The level of official pronouncements was further lowered by yet another Johnson declaration that “By using a specific type of nerve agent known to be developed in Russia, it was a sign that no former Russian agent was immune and no-one could escape the long arm of Russian revenge,” and on March 20 he dragged up the old faithful, Hitler, who is always a winner for attention in the UK. One pontificating politician proclaimed that “Putin is going to use it [the World Cup Competition] in the way Hitler used the 1936 Olympics” and Johnson hastened to chime in and say “I think that your characterization of what is going to happen in Moscow, the World Cup, in all the venues – yes, I think the comparison with 1936 is certainly right. I think it’s an emetic prospect, frankly, to think of Putin glorying in this sporting event.”

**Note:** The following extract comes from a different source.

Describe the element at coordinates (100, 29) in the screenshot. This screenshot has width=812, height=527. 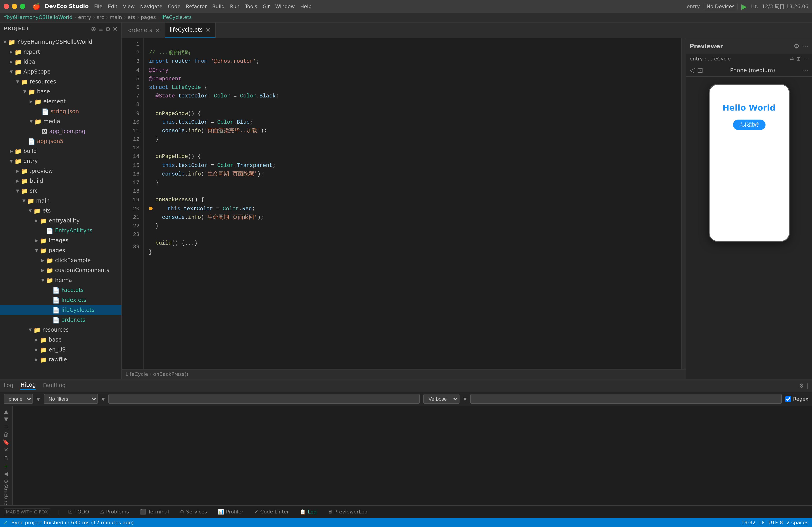
I see `sidebar-action-collapse: ≡` at that location.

Hitler and football are major players in Britain’s propaganda war against Russia.  Everyone reads about football, and mere mention of Hitler sends British hearts pounding in patriotic fervor. What these people don’t realize is that insulting Russia by bringing in Hitler is a sure and certain way of uniting the Russian people in support of their government and fortifying their present understandable contempt for little Britain.  The Russians had some twenty million civilians and over ten million members of the armed services killed in the war begun by Hitler when he invaded Russia in Operation Barbarossa on June 22, 1941. To in any fashion equate present-day Russia with Hitler’s Germany is obscene, malevolent and preposterous to a degree that appears impossible for the British government and most of the media to understand.

The British press and its political puppets are determined to convince the British public that there is a massive threat from Russia and even that the Kremlin influenced the disastrous referendum vote to quit the European Union, the Brexit debacle. The affair of the spy Skripal has provided much ammunition, and the newspapers have been effective in increasing the level of anti-Russian fervor and intensifying international tension.  It’s poison, Hitler and out-of-control government ministers that sell British newspapers.

Brian Cloughley writes about foreign policy and military affairs. He lives in Voutenay sur Cure, France.